Pavesi Ventorosso: special Ferrari or an awful Ferrari special

| 14 May 2014

Coys’ auction in Monaco (well Fontvieille to be precise, but you try and draw a line between them) introduced me to a car I had never seen before. I used to think, liked to think, that I knew a thing or two about special-bodied Ferraris, but this one was new to me.

Now we all know that most attempts to “improve” a Ferrari aesthetically end in catastrophe, but with this one I was genuinely unsure.

Yes, at first sight the Pavesi is an ugly old bus, but just maybe, if I lived in Florida in the late-‘80s and had a chunky gold chain round my neck and Aviators hiding my sunken eyes, this could have been the most mindblowing car on the planet.

With its “styling” somewhere between the bland Yankboxes of the day, Honda CRX and a Rover 800, this one-of-three four-seater cabriolet – with electric retractable roof – really shouldn’t work. And apparently the roof never really did very well.

Based on a 412, with three completed cars in 1989, the exotically named Ventorosso is apparently the most plentiful special that Pavesi coachbuilt (rather than simply chopped). As the Americans are fond of saying, go figure!

Subjects to other soft-top experiments by the firm include a Testarossa by the way, although it is less well known than other conversions such as Straman’s. Pavesi also did work on De Tomasos and Maseratis, as well as armour-plating government vehicles. It’s all starting to sound a bit like an Italian Panther-Westwinds isn’t it?

The fact that the Coachbuilding edition of the Beaulieu Encyclopaedia of the Automobile doesn’t list Pavesi – though it does mention Pavesi and Crespi, which operated from 1900 to 1912 making carriages – probably tells you all you want to know, but I was still determined to find out more.

The stock factory-sanctioned Pavesi conversions – carried out on nearly 20 400is – were fiercely expensive in their day with figures of up to €80,000 being bandied around so lord knows how much the fully reshelled car with electric retractable roof cost new.  

This car is an auto, too, and has spent the last 14 years in a Milan telecommunications museum. The first car was based on a write-off, the frame was reinforced, the bonnet and boot made of aluminium and the bumpers glassfibre, but the rest remained steel. The job took two and a half years from when Pavesi bought the 1989 412 (April 1991) to completion in September 1993.

This car was regularly exercised by the museum, both locally and on rallies.

Caught in two minds whether to adore or abhor the car in Monaco, I spotted Coys ’Chris Routledge sidling up to me. I told him I was fascinated, but very much in two minds. “I love it,” he delared. “It’s like something out of UFO, Ed Straker’s car.”

Well, I might not go that far, but on the one hand, it isn’t half the crime that Zagato carried out on the 330GTC, and on the other it is not exactly a 275 NART Spyder. To be honest, it isn’t that far removed from Scaglietti’s take on a 412 roadster, and that is a name people might find it harder to sneer at than Pavesi.

Me, I still don’t know whether I love it or loathe it, but someone else liked it enough to shell out €61,240 at the auction.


> _What this task involves_
Say how many lines of the data below have the word "Please" in them. Add nothing else.

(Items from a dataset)
⁂
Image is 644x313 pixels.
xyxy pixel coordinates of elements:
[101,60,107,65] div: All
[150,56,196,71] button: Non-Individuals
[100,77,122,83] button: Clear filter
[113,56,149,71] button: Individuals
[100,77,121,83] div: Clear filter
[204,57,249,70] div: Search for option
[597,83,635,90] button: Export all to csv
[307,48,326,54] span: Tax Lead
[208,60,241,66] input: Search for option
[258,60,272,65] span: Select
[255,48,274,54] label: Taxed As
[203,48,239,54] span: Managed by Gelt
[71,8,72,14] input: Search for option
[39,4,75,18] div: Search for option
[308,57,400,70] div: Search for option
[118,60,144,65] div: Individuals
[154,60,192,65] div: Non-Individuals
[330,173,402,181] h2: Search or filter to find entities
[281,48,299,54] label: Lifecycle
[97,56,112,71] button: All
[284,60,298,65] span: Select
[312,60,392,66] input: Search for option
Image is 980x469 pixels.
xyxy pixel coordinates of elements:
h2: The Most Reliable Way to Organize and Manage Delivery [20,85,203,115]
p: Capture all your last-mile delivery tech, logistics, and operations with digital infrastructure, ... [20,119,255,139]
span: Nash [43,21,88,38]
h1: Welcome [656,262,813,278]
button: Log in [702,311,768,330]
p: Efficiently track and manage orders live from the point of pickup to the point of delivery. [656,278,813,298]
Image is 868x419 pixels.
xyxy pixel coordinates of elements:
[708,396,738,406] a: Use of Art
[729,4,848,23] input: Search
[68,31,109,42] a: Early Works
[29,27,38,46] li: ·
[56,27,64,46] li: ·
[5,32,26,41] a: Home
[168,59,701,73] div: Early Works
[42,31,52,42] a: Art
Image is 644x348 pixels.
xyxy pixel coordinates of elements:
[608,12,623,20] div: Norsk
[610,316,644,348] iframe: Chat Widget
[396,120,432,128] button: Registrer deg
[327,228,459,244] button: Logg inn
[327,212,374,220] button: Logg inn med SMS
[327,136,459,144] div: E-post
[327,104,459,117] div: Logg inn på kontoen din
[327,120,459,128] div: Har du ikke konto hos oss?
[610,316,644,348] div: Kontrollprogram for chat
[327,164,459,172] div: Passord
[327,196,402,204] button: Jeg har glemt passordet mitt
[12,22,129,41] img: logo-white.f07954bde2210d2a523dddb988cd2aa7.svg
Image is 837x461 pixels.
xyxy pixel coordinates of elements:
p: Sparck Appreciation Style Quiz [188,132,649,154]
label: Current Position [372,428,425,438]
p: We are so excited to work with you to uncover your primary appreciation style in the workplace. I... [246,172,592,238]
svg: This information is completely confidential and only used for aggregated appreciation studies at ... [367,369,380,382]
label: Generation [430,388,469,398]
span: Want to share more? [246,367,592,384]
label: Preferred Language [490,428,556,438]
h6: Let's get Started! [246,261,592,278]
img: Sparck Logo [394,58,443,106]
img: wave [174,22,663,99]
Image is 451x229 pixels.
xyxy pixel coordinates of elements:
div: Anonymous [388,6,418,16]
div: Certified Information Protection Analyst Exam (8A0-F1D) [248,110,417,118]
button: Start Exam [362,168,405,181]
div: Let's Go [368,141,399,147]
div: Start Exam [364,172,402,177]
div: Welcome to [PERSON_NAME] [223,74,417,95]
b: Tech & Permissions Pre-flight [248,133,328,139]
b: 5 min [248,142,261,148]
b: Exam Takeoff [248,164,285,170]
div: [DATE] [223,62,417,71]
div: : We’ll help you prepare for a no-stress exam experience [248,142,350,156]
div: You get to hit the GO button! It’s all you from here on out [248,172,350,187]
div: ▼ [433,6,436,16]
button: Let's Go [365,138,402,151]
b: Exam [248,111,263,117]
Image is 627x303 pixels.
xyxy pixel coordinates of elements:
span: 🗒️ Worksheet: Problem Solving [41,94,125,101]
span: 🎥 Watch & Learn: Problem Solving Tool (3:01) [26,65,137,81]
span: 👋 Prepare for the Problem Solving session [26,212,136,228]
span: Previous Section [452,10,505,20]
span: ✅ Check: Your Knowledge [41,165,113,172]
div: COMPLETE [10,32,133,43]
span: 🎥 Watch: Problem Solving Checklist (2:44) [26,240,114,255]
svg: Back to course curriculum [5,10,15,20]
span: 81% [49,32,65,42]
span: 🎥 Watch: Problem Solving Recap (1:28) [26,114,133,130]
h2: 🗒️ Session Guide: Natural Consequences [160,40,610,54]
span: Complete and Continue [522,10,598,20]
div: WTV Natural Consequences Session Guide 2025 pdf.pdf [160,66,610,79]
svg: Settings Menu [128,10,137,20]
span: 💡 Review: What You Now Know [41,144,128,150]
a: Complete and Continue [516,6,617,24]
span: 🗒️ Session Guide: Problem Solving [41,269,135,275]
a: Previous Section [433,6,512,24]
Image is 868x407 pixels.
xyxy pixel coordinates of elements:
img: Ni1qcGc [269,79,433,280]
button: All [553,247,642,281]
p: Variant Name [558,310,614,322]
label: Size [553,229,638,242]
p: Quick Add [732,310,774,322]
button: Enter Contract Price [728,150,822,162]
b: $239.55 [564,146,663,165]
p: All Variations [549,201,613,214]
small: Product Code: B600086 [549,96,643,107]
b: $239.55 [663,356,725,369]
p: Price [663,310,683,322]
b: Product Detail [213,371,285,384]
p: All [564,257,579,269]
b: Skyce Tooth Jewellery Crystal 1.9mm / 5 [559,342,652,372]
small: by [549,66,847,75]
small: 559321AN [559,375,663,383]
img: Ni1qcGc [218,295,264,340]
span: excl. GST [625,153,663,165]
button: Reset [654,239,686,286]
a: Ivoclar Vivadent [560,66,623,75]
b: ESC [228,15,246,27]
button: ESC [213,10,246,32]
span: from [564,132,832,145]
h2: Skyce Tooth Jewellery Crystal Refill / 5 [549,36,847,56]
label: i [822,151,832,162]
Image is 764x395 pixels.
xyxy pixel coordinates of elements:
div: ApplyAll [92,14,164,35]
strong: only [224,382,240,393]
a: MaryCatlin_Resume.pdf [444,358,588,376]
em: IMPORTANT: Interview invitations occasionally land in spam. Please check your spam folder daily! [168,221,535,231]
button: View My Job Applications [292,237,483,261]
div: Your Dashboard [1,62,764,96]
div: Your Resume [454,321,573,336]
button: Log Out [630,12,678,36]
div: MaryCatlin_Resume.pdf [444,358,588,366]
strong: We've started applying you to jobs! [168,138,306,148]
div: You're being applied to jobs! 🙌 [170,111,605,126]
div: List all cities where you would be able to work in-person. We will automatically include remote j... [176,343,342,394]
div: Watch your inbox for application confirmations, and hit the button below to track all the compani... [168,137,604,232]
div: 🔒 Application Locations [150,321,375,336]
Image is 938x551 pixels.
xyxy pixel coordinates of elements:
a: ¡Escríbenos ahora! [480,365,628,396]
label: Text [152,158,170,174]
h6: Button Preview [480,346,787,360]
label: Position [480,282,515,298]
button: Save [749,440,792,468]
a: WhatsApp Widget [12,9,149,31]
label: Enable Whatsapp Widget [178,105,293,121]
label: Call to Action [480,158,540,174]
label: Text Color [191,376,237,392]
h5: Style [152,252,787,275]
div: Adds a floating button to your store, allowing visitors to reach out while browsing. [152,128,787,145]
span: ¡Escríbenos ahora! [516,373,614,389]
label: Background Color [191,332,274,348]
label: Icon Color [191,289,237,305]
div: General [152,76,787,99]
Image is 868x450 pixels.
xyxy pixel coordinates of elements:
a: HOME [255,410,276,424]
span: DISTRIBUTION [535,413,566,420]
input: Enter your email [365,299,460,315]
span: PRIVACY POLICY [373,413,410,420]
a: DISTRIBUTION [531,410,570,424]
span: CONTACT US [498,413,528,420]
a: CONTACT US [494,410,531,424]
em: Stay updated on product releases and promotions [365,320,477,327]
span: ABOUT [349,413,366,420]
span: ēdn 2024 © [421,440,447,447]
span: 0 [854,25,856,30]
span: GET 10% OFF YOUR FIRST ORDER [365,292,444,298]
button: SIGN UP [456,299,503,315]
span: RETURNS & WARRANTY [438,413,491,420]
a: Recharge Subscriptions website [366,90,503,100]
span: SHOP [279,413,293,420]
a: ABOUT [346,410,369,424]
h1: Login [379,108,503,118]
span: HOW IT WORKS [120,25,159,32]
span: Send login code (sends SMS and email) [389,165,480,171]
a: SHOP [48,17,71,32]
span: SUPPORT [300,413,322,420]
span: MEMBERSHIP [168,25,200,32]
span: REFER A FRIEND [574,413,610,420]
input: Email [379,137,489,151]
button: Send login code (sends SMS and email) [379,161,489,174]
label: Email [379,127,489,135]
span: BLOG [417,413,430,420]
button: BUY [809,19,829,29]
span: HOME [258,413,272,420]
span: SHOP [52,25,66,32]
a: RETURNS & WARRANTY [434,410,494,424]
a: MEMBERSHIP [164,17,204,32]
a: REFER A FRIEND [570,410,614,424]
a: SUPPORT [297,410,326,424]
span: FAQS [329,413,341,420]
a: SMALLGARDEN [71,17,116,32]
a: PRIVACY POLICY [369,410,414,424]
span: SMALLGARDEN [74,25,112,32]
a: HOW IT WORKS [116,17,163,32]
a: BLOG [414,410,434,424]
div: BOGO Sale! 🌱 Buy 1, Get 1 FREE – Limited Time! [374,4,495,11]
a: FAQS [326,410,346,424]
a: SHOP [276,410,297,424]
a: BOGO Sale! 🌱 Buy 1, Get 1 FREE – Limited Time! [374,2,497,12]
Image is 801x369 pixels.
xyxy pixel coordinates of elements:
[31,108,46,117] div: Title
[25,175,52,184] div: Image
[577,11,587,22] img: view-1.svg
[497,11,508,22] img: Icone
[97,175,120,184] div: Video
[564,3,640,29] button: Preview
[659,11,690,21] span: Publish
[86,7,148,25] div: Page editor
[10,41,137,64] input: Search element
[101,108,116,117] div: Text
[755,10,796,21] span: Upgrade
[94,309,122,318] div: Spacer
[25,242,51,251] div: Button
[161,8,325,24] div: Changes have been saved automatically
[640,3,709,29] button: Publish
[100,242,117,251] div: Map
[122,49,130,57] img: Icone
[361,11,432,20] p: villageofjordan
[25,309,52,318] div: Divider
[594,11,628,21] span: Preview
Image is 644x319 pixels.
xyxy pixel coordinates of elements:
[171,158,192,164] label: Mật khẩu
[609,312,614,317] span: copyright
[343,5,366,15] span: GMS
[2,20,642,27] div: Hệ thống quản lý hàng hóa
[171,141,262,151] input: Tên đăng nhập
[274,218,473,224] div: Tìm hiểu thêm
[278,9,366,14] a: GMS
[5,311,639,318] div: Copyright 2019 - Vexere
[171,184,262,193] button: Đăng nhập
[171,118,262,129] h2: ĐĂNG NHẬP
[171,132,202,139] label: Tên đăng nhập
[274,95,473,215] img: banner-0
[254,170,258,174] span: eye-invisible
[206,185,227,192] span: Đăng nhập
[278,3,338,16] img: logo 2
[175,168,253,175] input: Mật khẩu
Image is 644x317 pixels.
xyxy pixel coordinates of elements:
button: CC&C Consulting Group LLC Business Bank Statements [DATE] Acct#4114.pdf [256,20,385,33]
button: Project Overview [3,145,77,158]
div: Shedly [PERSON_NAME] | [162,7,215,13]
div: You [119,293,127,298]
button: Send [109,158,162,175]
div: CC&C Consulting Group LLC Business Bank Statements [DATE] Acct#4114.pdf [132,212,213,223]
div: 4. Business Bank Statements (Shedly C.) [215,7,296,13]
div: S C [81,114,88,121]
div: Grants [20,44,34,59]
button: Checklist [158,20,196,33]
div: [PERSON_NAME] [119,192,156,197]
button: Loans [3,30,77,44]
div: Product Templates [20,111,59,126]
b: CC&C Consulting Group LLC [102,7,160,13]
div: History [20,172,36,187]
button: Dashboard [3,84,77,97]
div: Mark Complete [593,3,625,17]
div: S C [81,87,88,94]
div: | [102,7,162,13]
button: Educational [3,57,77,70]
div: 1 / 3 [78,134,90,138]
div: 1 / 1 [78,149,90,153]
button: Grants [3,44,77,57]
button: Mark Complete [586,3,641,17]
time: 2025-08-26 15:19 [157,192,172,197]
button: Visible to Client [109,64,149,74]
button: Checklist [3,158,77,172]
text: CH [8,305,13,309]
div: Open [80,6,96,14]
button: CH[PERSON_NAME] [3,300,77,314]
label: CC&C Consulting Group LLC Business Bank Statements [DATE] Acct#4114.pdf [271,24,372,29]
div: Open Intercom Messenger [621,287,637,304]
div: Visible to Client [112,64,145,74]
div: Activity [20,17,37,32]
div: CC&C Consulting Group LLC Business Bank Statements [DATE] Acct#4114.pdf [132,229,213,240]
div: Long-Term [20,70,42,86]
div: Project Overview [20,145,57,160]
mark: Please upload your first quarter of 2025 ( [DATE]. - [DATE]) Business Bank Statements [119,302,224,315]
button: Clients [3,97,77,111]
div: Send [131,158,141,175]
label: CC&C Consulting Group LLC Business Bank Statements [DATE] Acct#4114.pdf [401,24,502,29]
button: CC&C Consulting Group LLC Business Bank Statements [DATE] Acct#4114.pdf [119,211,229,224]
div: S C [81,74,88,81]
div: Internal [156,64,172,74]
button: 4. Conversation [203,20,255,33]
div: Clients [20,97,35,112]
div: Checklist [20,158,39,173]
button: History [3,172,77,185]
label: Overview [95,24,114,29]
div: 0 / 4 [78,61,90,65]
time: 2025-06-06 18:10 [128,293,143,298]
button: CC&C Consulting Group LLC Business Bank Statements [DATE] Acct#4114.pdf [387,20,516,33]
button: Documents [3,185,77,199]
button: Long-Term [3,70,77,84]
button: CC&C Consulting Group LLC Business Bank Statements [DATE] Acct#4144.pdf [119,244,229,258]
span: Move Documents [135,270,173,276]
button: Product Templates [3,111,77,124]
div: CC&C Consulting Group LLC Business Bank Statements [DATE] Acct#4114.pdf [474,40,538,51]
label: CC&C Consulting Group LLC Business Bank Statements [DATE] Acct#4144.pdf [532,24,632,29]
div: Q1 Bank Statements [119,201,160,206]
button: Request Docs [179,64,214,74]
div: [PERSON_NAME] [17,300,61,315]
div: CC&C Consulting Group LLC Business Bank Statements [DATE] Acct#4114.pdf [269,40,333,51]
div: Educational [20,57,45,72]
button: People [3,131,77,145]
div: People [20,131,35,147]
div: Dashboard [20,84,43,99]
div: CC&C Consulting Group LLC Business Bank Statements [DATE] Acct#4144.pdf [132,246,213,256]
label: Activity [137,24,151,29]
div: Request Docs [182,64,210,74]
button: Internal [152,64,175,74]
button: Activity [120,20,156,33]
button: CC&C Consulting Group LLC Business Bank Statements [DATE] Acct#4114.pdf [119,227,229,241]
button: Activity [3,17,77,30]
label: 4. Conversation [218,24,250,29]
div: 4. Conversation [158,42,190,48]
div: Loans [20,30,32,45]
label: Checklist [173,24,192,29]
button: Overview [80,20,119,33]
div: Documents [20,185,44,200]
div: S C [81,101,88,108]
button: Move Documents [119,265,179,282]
⁂
> _Output of the task_
2